We’ve talked at length the past few days about how good The Breadwinner is, and how effective the story of Parvana is in its portrayal of the plight of many, if not most, Middle Eastern girls and women. However, as I was watching it, I couldn’t help but draw some parallels between it and another movie with similar subject matter, and that in turn got me to thinking about animation as a vehicle for these kinds of stories.
A few years ago, I took an art history class that, for a few weeks, focused on graphic novels. One of the books that our professor chose was called Persepolis. I later found out that that novel had been turned into a film by the artist who had written it, Marjane Satrapi, an Iranian who had grown up in the Middle East during the Iranian Revolution
Persepolis, its sequel, and the animated film based on the two, were an autobiographical look at Marjane’s life, a great deal of which took place in the Middle East, specifically Iran. While the story is vastly different than The Breadwinner, taking place in a completely different country, in a completely different time, and following completely different people, both films highlight aspects of that part of the world and shed light on a very recent history that I’m willing to bet is almost entirely unknown to a lot of Western culture.
Most Americans are pretty sheltered when it comes to the affairs of other countries, especially ones in the Middle East. I’m sure that this can probably be said for other countries as well, but as an American, I will sometimes have moments when I am struck by how little I know about so many other countries, especially ones that have been deemed ‘third world.’
When I first read Persepolis, I was absolutely shocked to learn how progressive Iran had been in the 70’s. I couldn’t believe the majority of women were not wearing burkas, hijabs, or other head coverings. I don’t mean this to be indicative of all conservatives, but, at least where I grew up, in very conservative rural Iowa, it was just common knowledge that every Middle Eastern country was full of Muslims who happily wore their burkas and blew themselves up for Allah. I just assumed that it had been this way for a millennia, and I had no idea the extremists we saw on TV were a rather recent development in a very long history.
I was never told differently, and it never once crossed my mind that there might be people living there who were not like the ones on the news. I never thought that there might be people there who hated what their countries had become, because I didn’t know that their countries had once been anything different. I didn’t know that in some parts of the Middle East they had once known an almost western-like lifestyle.
I had no idea that they listened to music like The Bee Gees, ABBA, or Michael Jackson, that they watched movies, went to restaurants, wore suits, ties, and dresses, and even had parties. The world depicted in The Breadwinner, (early 2000’s Afghanistan) was basically how I pictured the entire Middle East: a war-torn land of deserts, mud brick houses, and poverty.
Persepolis opened my eyes to a world I had never known existed, to a people who I had no idea were living under a repressive regime, dictated by a hateful, extremist version of their own religion. I was under the impression that for the people on the news, blowing themselves up and killing people to get into heaven WAS their religion.
Stories like The Breadwinner and Persepolis, help to shine a light on a culture, on cultures, that we in the West know little about. They humanize the people in those countries and show us things about them that maybe we didn’t know before. Maybe I was just incredibly sheltered, and maybe lots of other people knew more about the history of countries like Iran and Afghanistan than I did, but I doubt that’s the case, and I’m fairly certain that I am far from the minority.
Movies like The Breadwinner are pretty rare in the US, but I really wish they weren’t. The medium of animation is the perfect vehicle for teaching people about another culture. It’s one thing to read a dry history book with a small handful of pictures, and hard-to-digest blocks of text, and it’s another to watch the story of a young girl bring the history of her people to life.
The small stories at the beginning of The Breadwinner that Parvana’s father tells her of his childhood did more to educate me on Afghanistan’s history than literally anything that I got by word of mouth as a kid, or that I saw on the nightly news on TV. In a way, I feel kind of sad that it took watching an animated movie as an adult to teach me some of this history, but disregarding how long it took me to learn it, the fact that animation was the vehicle for that history is actually kind of inspiring and says a great deal about the effectiveness of the medium’s teaching capabilities.
The Breadwinner is going to be officially released on the day that this post goes up, and I really hope it’s successful. Not just because it’s something different in the world of animation, though that is a huge positive, but because I want more people to know more about the culture depicted and what is really happening in that part of the world.
I also just want more movies like this to be made, period. The number of countries that have been depicted faithfully in a film like this are minuscule to say the least, but I really hope that can change. Not just because I want to learn more about other parts of the world, but because I want more people to get a broader understanding of the world as a whole.
Too often we tend to shelter ourselves in our own little bubbles, and we can lose sight of the fact that there is so much going on in the world that we don’t know or could ever hope to know. But I’m hoping that movies like The Breadwinner can help to change that, even if it’s just in the smallest of ways.
Has a movie ever surprised you, teaching you something you never knew you never knew? What do you think of the teaching power of animation?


▸ REQUIRED ACTION: Go through the records and filter out every line lacking the word "node"; copy the lines that remain.

▸ MATERIAL FOR THE TASK:
=-=-=

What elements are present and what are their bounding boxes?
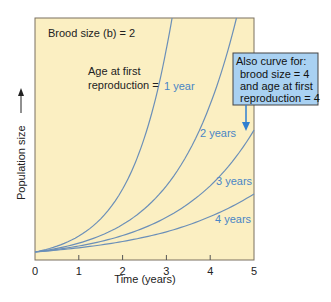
x-tick-label-0: 0	[32, 265, 38, 277]
x-axis-title: Time (years)	[114, 273, 175, 285]
x-tick-label-1: 1	[76, 265, 82, 277]
callout-line-4: reproduction = 4	[240, 92, 320, 104]
y-axis-title: Population size	[15, 125, 27, 200]
x-tick-label-5: 5	[251, 265, 257, 277]
age-label-line1: Age at first	[88, 65, 141, 77]
curve-label-1-year: 1 year	[164, 80, 195, 92]
callout-line-2: brood size = 4	[240, 68, 309, 80]
y-axis-title-group: Population size	[15, 88, 27, 200]
population-growth-chart: 012345 Brood size (b) = 2 Age at first r…	[0, 0, 331, 302]
y-axis-arrow-head	[18, 88, 24, 96]
callout-line-1: Also curve for:	[236, 55, 306, 67]
curve-label-4-years: 4 years	[215, 213, 252, 225]
brood-size-annotation: Brood size (b) = 2	[48, 27, 135, 39]
callout: Also curve for: brood size = 4 and age a…	[233, 53, 320, 131]
curve-label-3-years: 3 years	[216, 175, 253, 187]
curve-label-2-years: 2 years	[200, 127, 237, 139]
age-label-line2: reproduction =	[88, 79, 159, 91]
callout-line-3: and age at first	[240, 80, 313, 92]
x-tick-label-4: 4	[207, 265, 213, 277]
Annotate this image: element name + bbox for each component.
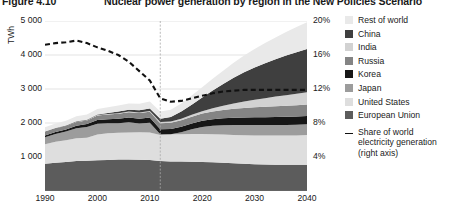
legend-item: United States [345,96,454,110]
y-axis-left-tick: 3 000 [1,83,45,93]
x-axis-tick: 1990 [25,193,65,203]
legend: Rest of worldChinaIndiaRussiaKoreaJapanU… [345,14,454,158]
legend-item: Russia [345,55,454,69]
legend-share-line-label-2: electricity generation [358,137,437,147]
y-axis-left-tick: 5 000 [1,15,45,25]
legend-item: Korea [345,68,454,82]
legend-item: China [345,28,454,42]
y-axis-right-tick: 8% [313,117,347,127]
legend-item: Japan [345,82,454,96]
legend-item-label: Russia [358,55,384,67]
legend-share-line-label-1: Share of world [358,127,413,137]
legend-item-label: India [358,41,377,53]
x-axis: 199020002010202020302040 [0,193,330,213]
y-axis-left-tick: 2 000 [1,117,45,127]
y-axis-right-tick: 16% [313,49,347,59]
legend-item-share-line: Share of world electricity generation (r… [345,127,454,159]
y-axis-left: 5 0004 0003 0002 0001 000 [0,0,45,216]
figure-container: Figure 4.10 Nuclear power generation by … [0,0,454,216]
y-axis-right: 20%16%12%8%4% [307,0,347,216]
x-axis-tick: 2030 [235,193,275,203]
y-axis-right-tick: 12% [313,83,347,93]
legend-swatch-icon [345,70,353,78]
legend-items: Rest of worldChinaIndiaRussiaKoreaJapanU… [345,14,454,123]
stacked-area-series [45,22,307,191]
area-chart-svg [45,21,307,191]
legend-item: Rest of world [345,14,454,28]
legend-swatch-icon [345,16,353,24]
y-axis-left-tick: 1 000 [1,151,45,161]
y-axis-right-tick: 4% [313,151,347,161]
dashed-line-icon [345,129,353,137]
legend-item: European Union [345,109,454,123]
legend-item-label: European Union [358,109,420,121]
legend-swatch-icon [345,98,353,106]
legend-item-label: Korea [358,68,381,80]
x-axis-tick: 2010 [130,193,170,203]
x-axis-tick: 2040 [287,193,327,203]
x-axis-tick: 2020 [182,193,222,203]
legend-swatch-icon [345,84,353,92]
legend-item-label: United States [358,96,410,108]
legend-item-label: Japan [358,82,381,94]
legend-swatch-icon [345,43,353,51]
x-axis-tick: 2000 [77,193,117,203]
legend-swatch-icon [345,111,353,119]
legend-swatch-icon [345,30,353,38]
legend-item: India [345,41,454,55]
legend-share-line-label-3: (right axis) [358,148,398,158]
page-title: Nuclear power generation by region in th… [104,0,422,7]
plot-area [45,21,307,191]
legend-item-label: Rest of world [358,14,408,26]
figure-title-bar: Figure 4.10 Nuclear power generation by … [0,0,454,9]
y-axis-left-tick: 4 000 [1,49,45,59]
legend-swatch-icon [345,57,353,65]
y-axis-right-tick: 20% [313,15,347,25]
legend-item-label: China [358,28,380,40]
legend-share-line-label: Share of world electricity generation (r… [358,127,437,159]
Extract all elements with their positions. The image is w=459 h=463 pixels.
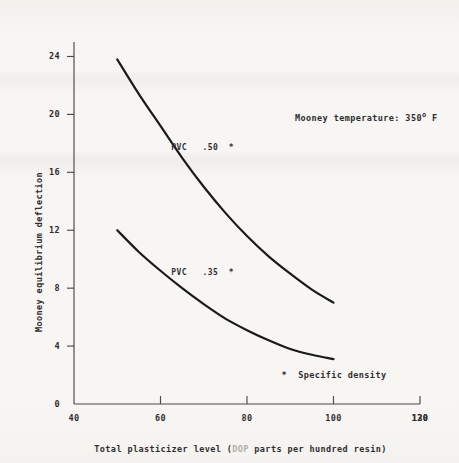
series-line-pvc-035 [117, 230, 333, 359]
x-axis-title-faded-token: DOP [232, 444, 249, 454]
x-tick-label: 60 [146, 413, 176, 423]
series-label-pvc-050: PVC .50 * [171, 143, 234, 152]
series-label-pvc-035: PVC .35 * [171, 268, 234, 277]
plot-area [0, 0, 459, 463]
x-tick-label: 100 [319, 413, 349, 423]
x-tick-label-overprint: 130 [412, 413, 429, 423]
x-tick-label: 80 [232, 413, 262, 423]
x-tick-label: 40 [59, 413, 89, 423]
y-tick-label: 4 [36, 341, 60, 351]
chart-figure: 04812162024 406080100120130 Mooney equil… [0, 0, 459, 463]
y-axis-title: Mooney equilibrium deflection [34, 172, 44, 332]
x-tick-label-overstrike: 120130 [412, 413, 429, 423]
y-tick-label: 20 [36, 109, 60, 119]
y-tick-label: 24 [36, 51, 60, 61]
annotation-temperature-suffix: F [427, 113, 438, 123]
x-axis-title: Total plasticizer level (DOP parts per h… [0, 434, 459, 463]
chart-svg [0, 0, 459, 463]
y-tick-label: 0 [36, 399, 60, 409]
annotation-mooney-temperature: Mooney temperature: 350o F [273, 103, 438, 133]
x-axis-title-prefix: Total plasticizer level ( [94, 444, 232, 454]
series-line-pvc-050 [117, 59, 333, 302]
x-axis-ticks [161, 396, 421, 404]
y-axis-ticks [67, 56, 74, 346]
annotation-temperature-prefix: Mooney temperature: 350 [295, 113, 422, 123]
annotation-specific-density: * Specific density [282, 370, 387, 380]
x-axis-title-suffix: parts per hundred resin) [249, 444, 387, 454]
x-tick-label: 120130 [405, 413, 435, 423]
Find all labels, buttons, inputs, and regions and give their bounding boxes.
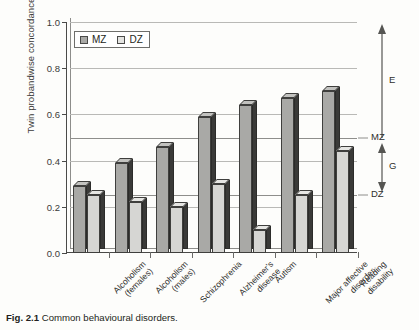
bar-mz [198, 117, 211, 253]
x-tick-mark [109, 252, 110, 258]
bar-front-face [73, 186, 86, 253]
bar-mz [281, 98, 294, 253]
bar-dz [253, 230, 266, 253]
y-axis-line-back [70, 18, 71, 249]
figure-caption: Fig. 2.1 Common behavioural disorders. [6, 312, 178, 323]
bar-group [156, 22, 198, 253]
y-tick-mark [62, 253, 67, 254]
bar-mz [156, 147, 169, 253]
bar-side-face [266, 226, 271, 249]
bar-front-face [170, 207, 183, 253]
y-axis-line [66, 22, 67, 253]
bar-side-face [225, 180, 230, 249]
legend-item-dz: DZ [117, 34, 142, 45]
x-tick-mark [192, 252, 193, 258]
bar-dz [87, 195, 100, 253]
legend-swatch-dz-icon [117, 36, 125, 44]
bar-front-face [239, 105, 252, 253]
bar-front-face [198, 117, 211, 253]
bar-front-face [87, 195, 100, 253]
x-axis-label: Autism [273, 259, 299, 285]
bar-group [198, 22, 240, 253]
caption-text: Common behavioural disorders. [42, 312, 178, 323]
bar-front-face [212, 184, 225, 253]
y-axis-title: Twin probandwise concordance [25, 0, 36, 166]
bar-side-face [142, 198, 147, 249]
x-axis-label: Alcoholism (males) [153, 259, 197, 303]
chart-legend: MZ DZ [74, 31, 150, 48]
bar-front-face [336, 151, 349, 253]
bar-dz [336, 151, 349, 253]
legend-swatch-mz-icon [80, 36, 88, 44]
legend-label-mz: MZ [92, 34, 106, 45]
x-axis-label: Schizophrenia [198, 259, 244, 305]
bar-front-face [253, 230, 266, 253]
bar-group [239, 22, 281, 253]
bar-side-face [349, 147, 354, 249]
bar-mz [115, 163, 128, 253]
annotation-label-e: E [389, 74, 395, 85]
x-axis-label: Alcoholism (females) [111, 259, 155, 303]
bar-dz [129, 202, 142, 253]
bar-mz [73, 186, 86, 253]
y-tick-mark [62, 207, 67, 208]
bar-front-face [129, 202, 142, 253]
bar-front-face [156, 147, 169, 253]
bar-dz [295, 195, 308, 253]
bar-side-face [183, 203, 188, 249]
y-tick-mark [62, 22, 67, 23]
annotation-arrows-icon [358, 22, 419, 253]
bar-group [115, 22, 157, 253]
bar-front-face [281, 98, 294, 253]
bar-front-face [115, 163, 128, 253]
caption-figure-number: Fig. 2.1 [6, 312, 39, 323]
bar-front-face [295, 195, 308, 253]
x-tick-mark [233, 252, 234, 258]
bar-front-face [322, 91, 335, 253]
x-tick-mark [316, 252, 317, 258]
y-tick-mark [62, 161, 67, 162]
figure-container: Twin probandwise concordance 0.00.20.40.… [0, 0, 419, 330]
annotation-label-mz: MZ [371, 131, 385, 142]
legend-label-dz: DZ [129, 34, 142, 45]
bar-dz [170, 207, 183, 253]
annotation-label-dz: DZ [371, 188, 384, 199]
x-tick-mark [275, 252, 276, 258]
bar-mz [322, 91, 335, 253]
bar-side-face [308, 191, 313, 249]
bar-side-face [100, 191, 105, 249]
bar-dz [212, 184, 225, 253]
bar-group [73, 22, 115, 253]
annotation-label-g: G [389, 160, 396, 171]
legend-item-mz: MZ [80, 34, 106, 45]
plot-area: 0.00.20.40.60.81.0 [66, 22, 357, 253]
y-tick-mark [62, 114, 67, 115]
bar-group [281, 22, 323, 253]
x-tick-mark [150, 252, 151, 258]
bar-mz [239, 105, 252, 253]
y-tick-mark [62, 68, 67, 69]
variance-annotations: E MZ G DZ [358, 22, 419, 253]
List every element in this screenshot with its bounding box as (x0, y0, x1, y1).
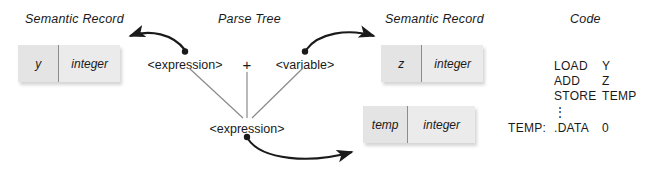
code-arg: TEMP (602, 89, 637, 103)
record-temp-type: integer (407, 106, 475, 143)
code-arg: 0 (602, 121, 609, 135)
tree-edge-right (252, 68, 303, 118)
tree-edge-left (189, 68, 243, 118)
diagram-canvas: Semantic Record Parse Tree Semantic Reco… (0, 0, 669, 170)
code-op: .DATA (554, 121, 602, 135)
record-z-name: z (381, 45, 421, 82)
record-y-type: integer (58, 45, 120, 82)
header-semantic-record-right: Semantic Record (385, 12, 484, 26)
code-line: ADD Z (508, 73, 637, 88)
arrow-expression-to-record-y (130, 33, 185, 50)
code-op: STORE (554, 89, 602, 103)
code-op: LOAD (554, 59, 602, 73)
code-op: ADD (554, 74, 602, 88)
tree-node-operator: + (243, 56, 252, 73)
header-semantic-record-left: Semantic Record (25, 12, 124, 26)
code-vertical-ellipsis: ⋮ (508, 103, 637, 120)
code-ellipsis-glyph: ⋮ (554, 105, 600, 119)
tree-node-root-expression: <expression> (209, 122, 284, 136)
record-box-z: z integer (381, 45, 483, 82)
arrow-expression-to-record-temp (248, 139, 352, 159)
header-code: Code (570, 12, 601, 26)
record-temp-name: temp (363, 106, 407, 143)
attachment-dot-left-expression (182, 48, 188, 54)
record-box-temp: temp integer (363, 106, 475, 143)
code-arg: Y (602, 59, 610, 73)
code-listing: LOAD Y ADD Z STORE TEMP ⋮ TEMP: .DATA 0 (508, 58, 637, 135)
record-y-name: y (18, 45, 58, 82)
tree-node-left-expression: <expression> (147, 58, 222, 72)
code-line: STORE TEMP (508, 88, 637, 103)
code-line: LOAD Y (508, 58, 637, 73)
tree-node-right-variable: <variable> (276, 58, 334, 72)
header-parse-tree: Parse Tree (218, 12, 281, 26)
attachment-dot-right-variable (302, 48, 308, 54)
record-z-type: integer (421, 45, 483, 82)
code-line: TEMP: .DATA 0 (508, 120, 637, 135)
arrow-variable-to-record-z (306, 32, 374, 50)
code-arg: Z (602, 74, 610, 88)
record-box-y: y integer (18, 45, 120, 82)
code-label: TEMP: (508, 121, 554, 135)
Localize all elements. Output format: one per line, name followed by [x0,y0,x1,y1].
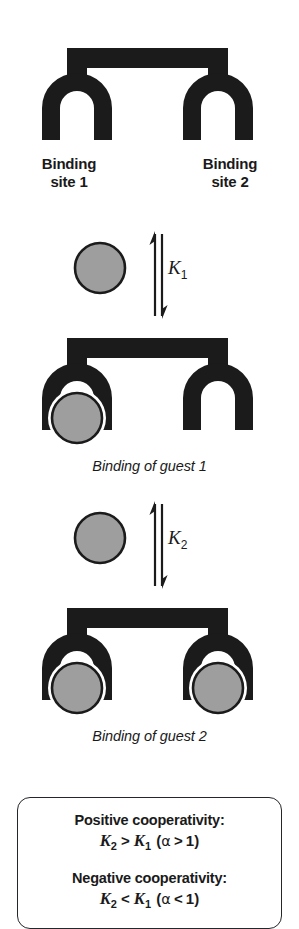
positive-alpha-operator: > [171,832,186,849]
equilibrium-step-2: K2 [0,498,299,594]
positive-k-left: K2 [100,831,117,850]
binding-site-1-label-line1: Binding [42,155,96,172]
negative-paren-close: ) [194,890,199,907]
binding-site-2-label-line1: Binding [203,155,257,172]
negative-alpha-value: 1 [186,890,194,907]
binding-site-1-label-line2: site 1 [14,173,124,191]
host-top-bar [67,608,228,628]
negative-cooperativity-formula: K2<K1(α<1) [18,889,281,910]
binding-site-2-label-line2: site 2 [175,173,285,191]
k2-symbol: K [168,527,181,548]
binding-site-2-label: Binding site 2 [175,155,285,190]
negative-k-right: K1 [134,889,151,908]
negative-cooperativity-heading: Negative cooperativity: [18,870,281,886]
ditopic-host-icon [0,600,299,725]
mono-complex-scene [0,330,299,455]
bis-complex-caption: Binding of guest 2 [0,728,299,744]
guest-sphere-icon [52,393,102,443]
guest-sphere-icon [72,240,128,296]
positive-operator: > [117,832,134,849]
mono-complex-caption: Binding of guest 1 [0,458,299,474]
equilibrium-constant-k1: K1 [168,258,187,281]
ditopic-host-icon [0,40,299,150]
negative-alpha-symbol: α [161,891,171,907]
k1-subscript: 1 [181,268,188,282]
equilibrium-constant-k2: K2 [168,528,187,551]
empty-host-scene [0,40,299,150]
positive-paren-open: ( [151,832,161,849]
binding-site-arch-icon [42,73,112,140]
positive-alpha-symbol: α [161,833,171,849]
negative-alpha-operator: < [171,890,186,907]
positive-paren-close: ) [194,832,199,849]
binding-site-1-label: Binding site 1 [14,155,124,190]
guest-sphere-icon [193,663,243,713]
equilibrium-step-1: K1 [0,228,299,324]
positive-cooperativity-heading: Positive cooperativity: [18,812,281,828]
ditopic-host-icon [0,330,299,455]
positive-cooperativity-formula: K2>K1(α>1) [18,831,281,852]
host-top-bar [67,338,228,358]
positive-alpha-value: 1 [186,832,194,849]
binding-site-arch-icon [183,73,253,140]
negative-k-left: K2 [100,889,117,908]
k2-subscript: 2 [181,538,188,552]
k1-symbol: K [168,257,181,278]
negative-paren-open: ( [151,890,161,907]
binding-site-arch-icon [183,363,253,430]
binding-site-labels: Binding site 1 Binding site 2 [0,155,299,190]
host-top-bar [67,48,228,68]
guest-sphere-icon [72,510,128,566]
guest-sphere-icon [52,663,102,713]
negative-operator: < [117,890,134,907]
cooperativity-note-box: Positive cooperativity: K2>K1(α>1) Negat… [17,797,282,929]
positive-k-right: K1 [134,831,151,850]
bis-complex-scene [0,600,299,725]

=-=-=

▸ EXERCISE ANSWER:
tree-node-operator: + (243, 56, 252, 73)
tree-node-root-expression: <expression> (209, 122, 284, 136)
tree-node-left-expression: <expression> (147, 58, 222, 72)
tree-node-right-variable: <variable> (276, 58, 334, 72)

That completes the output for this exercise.